SEATTLE — Two years ago, Seattle Pacific University javelin thrower Brittany Aanstad was competing at the Great Northwest Athletic Conference track and field championships.
She was throwing well, but her elbow hurt.
Of course, being a champion means playing through pain, so Aanstad kept throwing. And on her final attempt, she made a winning toss of 147 feet, 10 inches.
It was a joyful moment for the SPU freshman. But, darn, her elbow still hurt.
Aanstad, a 2007 graduate of Lake Stevens High School, was supposed to compete at the NCAA Division II championships a few weeks later, but by then she had a diagnosis for her sore arm. She had torn the ulnar collateral ligament in her elbow, which is an injury common to throwing athletes and most often major league baseball pitchers.
And like many of those players, Aanstad needed a procedure — Tommy John surgery, named for the pitcher who first had the operation — to restore her elbow.
In July of 2008, a hamstring tendon taken from a cadaver was surgically inserted into Aanstad’s arm and threaded in a figure-eight pattern through four holes drilled in her ulna and humerus bones. She was in a cast for two weeks and a sling for two more weeks before beginning an arduous, year-long rehabilitation.
“It’s a long, long recovery from surgery,” she said. “It was a dark year, to be completely honest. I couldn’t even shoot a basketball. I couldn’t do anything, so it was a rough year.”
But the gloomy months of 2009 have apparently given way to a more promising 2010.
The 21-year-old Aanstad, now a redshirt sophomore, is training again and has thrown over 160 feet in practice, or about 13 feet beyond her conference-winning mark from two years ago. She should be one of the top NCAA Division II javelin throwers this season with a chance to qualify for the U.S. Track and Field Championships later in the spring.
“My arm feels good,” she said. “But my expectations for this first year are just to be at a competitive level. If I’m competitive at a high level, I think that’s all I can ask for. And after that, I’ll have two more years of high hopes.”
Aanstad is left with a 3-inch scar on the inside of her right elbow and a new body part that friends have nicknamed Ligament Lucy.
“That’s her name,” Aanstad said with a smile. “No one really asks me how my arm is. They ask me how Lucy is.”
According to SPU head track coach Karl Lerum, Aanstad used her redshirt year to train in whatever ways she could, including her footwork, which is critical to a proper javelin release.
“Brittany is sort of the equivalent of a track gym rat,” he said. “She loves the track, she loves training and she loves getting better at things. She’s really a student of track.”
Even during the many months “when she couldn’t touch a weight or any kind of throwing implement, she worked very hard around her injuries. She was able to focus her training on the parts of her body she could work on.”
Going into the new season, Lerum added, “I think she can win a national championship in Division II, no question about that. She has the ability. Now she has to stay healthy in other parts of her body, and then put it together in a meet.”
Because Aanstad is a gifted all-around athlete, she also does well in the heptathlon, which is an outdoor track event for women that includes, in order, the 100-meter hurdles, high jump, shot put, 200, long jump, javelin and 800.
She already excels in the javelin, Lerum said, “and she has a tremendous high jump, a good long jump, and she’s getting better at the hurdles, 200 and 800. So I think she can be 5,000-point heptathlete this year, which is a very strong score.”
For now, in fact, Aanstad considers herself more of a heptathlete than a javelin thrower because “I like the heptathlon a lot,” she said. “If I had it my way, I would do the heptathlon and I’d pole vault. … I think I’d go crazy if I could only do the javelin.”
And yet her greater future potential is likely in the javelin. If she can get to 170 or 175 feet in two years, she could probably throw at the U.S. Olympic Trials for the 2012 Games in London. And a chance to be an Olympian is probably her ultimate desire in track and field.
But those are all distant dreams, she knows, given what has been — and still is — a long and difficult road of recovery.
“I’ve worked really hard not to psych myself up too big,” she said, “because it’s been a long time (since she last competed). All I hope to do this year is be competitive and then see where that puts me.”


▸ HOW TO COMPLETE THIS TASK:
Pull out every line below holding the word "diagram".

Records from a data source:
%%
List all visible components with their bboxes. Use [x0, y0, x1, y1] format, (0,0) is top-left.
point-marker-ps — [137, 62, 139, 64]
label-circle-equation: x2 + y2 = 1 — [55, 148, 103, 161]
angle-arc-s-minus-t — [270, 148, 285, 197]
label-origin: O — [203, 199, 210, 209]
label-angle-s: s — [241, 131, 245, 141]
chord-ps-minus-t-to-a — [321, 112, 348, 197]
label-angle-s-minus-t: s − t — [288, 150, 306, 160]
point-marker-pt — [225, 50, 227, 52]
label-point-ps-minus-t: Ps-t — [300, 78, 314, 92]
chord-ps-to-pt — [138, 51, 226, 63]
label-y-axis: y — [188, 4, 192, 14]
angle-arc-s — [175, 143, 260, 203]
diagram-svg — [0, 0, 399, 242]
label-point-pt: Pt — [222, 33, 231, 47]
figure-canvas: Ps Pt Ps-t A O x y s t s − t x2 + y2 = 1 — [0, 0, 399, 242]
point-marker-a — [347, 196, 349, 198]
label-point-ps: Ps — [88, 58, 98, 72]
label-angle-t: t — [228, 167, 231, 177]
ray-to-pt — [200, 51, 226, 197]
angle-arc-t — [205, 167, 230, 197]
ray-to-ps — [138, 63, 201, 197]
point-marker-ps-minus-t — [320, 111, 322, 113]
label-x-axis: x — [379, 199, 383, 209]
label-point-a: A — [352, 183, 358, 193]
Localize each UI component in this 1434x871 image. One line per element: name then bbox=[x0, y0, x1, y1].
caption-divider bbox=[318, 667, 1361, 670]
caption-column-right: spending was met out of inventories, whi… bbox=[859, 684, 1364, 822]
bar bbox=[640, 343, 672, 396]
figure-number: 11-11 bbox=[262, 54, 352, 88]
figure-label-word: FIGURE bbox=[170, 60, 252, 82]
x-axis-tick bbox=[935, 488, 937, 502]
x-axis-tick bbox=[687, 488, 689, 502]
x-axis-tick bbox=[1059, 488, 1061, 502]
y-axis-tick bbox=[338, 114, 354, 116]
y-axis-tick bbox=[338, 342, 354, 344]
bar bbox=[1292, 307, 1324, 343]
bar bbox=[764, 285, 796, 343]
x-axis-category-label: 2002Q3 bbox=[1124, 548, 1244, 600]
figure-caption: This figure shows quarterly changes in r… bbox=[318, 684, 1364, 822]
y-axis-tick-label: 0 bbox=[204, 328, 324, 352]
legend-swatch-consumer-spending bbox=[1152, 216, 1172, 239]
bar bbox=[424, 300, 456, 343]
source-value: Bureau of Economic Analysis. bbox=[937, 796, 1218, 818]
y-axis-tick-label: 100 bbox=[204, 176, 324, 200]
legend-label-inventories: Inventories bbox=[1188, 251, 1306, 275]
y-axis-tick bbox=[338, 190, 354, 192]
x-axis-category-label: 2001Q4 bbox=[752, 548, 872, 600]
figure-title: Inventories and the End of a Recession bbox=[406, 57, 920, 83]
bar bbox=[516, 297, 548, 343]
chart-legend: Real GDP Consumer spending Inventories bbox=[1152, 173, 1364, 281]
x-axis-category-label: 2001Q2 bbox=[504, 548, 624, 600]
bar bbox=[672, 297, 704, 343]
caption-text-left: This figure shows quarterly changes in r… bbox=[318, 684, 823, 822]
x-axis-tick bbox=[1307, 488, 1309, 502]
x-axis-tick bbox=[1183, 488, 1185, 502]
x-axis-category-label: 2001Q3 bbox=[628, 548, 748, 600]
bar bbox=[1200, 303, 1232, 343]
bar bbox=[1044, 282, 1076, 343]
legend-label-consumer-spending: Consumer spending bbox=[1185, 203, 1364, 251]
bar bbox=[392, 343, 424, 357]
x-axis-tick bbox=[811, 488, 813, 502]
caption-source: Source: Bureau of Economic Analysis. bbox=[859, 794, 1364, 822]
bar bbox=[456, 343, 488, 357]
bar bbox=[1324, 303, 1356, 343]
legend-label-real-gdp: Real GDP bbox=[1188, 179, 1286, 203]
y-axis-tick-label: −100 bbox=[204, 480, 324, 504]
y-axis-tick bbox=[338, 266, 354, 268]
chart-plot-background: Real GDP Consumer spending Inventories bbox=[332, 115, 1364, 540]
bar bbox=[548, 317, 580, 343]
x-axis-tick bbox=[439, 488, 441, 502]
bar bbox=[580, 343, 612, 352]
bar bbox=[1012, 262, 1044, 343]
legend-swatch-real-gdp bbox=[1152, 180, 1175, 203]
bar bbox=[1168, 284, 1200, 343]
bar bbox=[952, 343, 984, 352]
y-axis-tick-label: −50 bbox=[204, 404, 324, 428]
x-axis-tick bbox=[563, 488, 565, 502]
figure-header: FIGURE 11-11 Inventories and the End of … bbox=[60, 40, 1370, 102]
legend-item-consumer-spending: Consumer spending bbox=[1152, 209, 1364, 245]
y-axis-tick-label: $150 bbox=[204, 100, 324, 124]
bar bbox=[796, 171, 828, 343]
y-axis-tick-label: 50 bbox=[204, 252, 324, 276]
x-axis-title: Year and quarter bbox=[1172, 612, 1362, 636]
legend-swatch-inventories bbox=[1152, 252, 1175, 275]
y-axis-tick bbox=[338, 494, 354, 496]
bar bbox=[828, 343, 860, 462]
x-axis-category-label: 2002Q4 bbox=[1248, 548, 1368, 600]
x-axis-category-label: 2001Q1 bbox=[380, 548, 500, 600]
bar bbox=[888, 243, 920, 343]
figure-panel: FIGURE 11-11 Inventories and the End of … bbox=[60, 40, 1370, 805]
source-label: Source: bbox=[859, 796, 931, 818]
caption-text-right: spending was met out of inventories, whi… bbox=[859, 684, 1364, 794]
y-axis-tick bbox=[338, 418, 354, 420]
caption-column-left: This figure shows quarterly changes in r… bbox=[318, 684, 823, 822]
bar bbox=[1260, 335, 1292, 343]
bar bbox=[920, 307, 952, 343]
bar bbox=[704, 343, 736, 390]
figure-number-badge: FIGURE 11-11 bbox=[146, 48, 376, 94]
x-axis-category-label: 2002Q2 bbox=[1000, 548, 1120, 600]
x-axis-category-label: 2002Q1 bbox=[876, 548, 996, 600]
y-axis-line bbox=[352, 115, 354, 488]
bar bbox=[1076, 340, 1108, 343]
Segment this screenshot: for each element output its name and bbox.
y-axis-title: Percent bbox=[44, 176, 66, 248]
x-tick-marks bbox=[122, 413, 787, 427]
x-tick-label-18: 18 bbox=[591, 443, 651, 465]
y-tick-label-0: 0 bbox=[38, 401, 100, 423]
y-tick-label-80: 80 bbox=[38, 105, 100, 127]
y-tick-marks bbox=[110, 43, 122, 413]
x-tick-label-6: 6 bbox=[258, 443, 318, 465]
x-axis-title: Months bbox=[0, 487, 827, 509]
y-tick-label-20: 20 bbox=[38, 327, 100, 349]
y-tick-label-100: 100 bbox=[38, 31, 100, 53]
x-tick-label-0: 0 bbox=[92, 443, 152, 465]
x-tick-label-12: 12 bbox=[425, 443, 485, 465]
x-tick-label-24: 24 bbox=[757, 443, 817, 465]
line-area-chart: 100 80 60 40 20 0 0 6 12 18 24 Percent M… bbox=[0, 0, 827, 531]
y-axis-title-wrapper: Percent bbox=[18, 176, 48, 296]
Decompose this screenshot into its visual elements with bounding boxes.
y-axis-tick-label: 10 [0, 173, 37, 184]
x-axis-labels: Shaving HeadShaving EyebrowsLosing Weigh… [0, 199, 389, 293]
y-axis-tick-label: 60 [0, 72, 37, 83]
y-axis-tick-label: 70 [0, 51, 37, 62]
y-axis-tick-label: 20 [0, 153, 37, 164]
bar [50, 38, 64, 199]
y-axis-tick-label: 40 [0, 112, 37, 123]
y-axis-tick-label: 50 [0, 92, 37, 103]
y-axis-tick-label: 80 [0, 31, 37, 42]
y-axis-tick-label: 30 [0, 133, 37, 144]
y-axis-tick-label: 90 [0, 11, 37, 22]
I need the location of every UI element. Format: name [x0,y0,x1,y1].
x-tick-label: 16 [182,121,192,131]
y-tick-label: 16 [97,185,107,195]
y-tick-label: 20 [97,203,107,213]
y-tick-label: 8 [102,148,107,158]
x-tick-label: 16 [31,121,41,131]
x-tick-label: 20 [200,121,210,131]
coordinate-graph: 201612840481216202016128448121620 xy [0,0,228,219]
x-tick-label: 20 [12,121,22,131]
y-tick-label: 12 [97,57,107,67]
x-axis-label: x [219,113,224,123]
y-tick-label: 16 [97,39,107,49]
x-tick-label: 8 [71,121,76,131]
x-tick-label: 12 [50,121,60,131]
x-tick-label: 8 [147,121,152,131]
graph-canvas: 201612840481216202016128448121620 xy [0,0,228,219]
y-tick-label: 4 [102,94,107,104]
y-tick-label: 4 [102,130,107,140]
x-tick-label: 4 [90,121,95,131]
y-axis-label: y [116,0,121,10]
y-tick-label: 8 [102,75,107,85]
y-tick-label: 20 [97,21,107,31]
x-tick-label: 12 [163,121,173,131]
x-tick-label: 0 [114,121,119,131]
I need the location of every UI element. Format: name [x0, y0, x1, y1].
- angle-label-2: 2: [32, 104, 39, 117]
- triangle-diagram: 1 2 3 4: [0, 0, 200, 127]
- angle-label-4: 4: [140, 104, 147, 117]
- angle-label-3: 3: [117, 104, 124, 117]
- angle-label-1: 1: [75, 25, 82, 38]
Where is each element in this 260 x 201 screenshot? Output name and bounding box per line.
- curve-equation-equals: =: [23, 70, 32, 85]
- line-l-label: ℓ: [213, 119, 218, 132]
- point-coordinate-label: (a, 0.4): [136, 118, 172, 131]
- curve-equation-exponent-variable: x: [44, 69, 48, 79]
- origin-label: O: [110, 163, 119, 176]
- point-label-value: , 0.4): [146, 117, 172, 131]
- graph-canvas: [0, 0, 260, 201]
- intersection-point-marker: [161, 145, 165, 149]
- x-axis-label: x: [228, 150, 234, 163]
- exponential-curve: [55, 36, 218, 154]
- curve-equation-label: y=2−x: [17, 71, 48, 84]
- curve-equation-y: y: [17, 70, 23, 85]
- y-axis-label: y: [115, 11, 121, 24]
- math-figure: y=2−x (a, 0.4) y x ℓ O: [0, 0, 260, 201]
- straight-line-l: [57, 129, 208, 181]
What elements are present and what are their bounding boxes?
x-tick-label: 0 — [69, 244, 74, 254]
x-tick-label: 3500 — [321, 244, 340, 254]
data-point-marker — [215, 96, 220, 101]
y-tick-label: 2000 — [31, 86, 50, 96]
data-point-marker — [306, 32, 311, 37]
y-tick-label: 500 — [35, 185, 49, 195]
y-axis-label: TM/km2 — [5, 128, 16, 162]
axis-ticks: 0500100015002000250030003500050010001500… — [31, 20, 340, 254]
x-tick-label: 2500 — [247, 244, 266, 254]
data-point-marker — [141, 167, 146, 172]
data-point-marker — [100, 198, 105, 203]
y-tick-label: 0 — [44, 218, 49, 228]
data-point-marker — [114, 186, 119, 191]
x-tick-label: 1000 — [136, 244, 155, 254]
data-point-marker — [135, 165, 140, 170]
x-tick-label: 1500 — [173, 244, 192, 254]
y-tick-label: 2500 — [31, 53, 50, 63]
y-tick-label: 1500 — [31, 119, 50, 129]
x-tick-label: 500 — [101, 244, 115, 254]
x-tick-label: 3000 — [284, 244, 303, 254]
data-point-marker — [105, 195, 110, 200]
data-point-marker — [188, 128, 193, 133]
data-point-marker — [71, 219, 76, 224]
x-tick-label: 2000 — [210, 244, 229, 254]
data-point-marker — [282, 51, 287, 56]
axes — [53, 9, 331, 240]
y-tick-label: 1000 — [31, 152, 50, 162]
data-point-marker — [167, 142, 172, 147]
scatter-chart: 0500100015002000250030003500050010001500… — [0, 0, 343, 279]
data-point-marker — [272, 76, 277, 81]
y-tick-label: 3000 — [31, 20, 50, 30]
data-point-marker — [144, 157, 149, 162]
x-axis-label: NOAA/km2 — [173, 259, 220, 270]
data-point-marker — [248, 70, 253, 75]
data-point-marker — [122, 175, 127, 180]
%%
▸ ANSWER TO THE EXERCISE:
diagram-svg — [0, 0, 399, 242]
- triangle-diagram: 1 2 3 4: [0, 0, 200, 127]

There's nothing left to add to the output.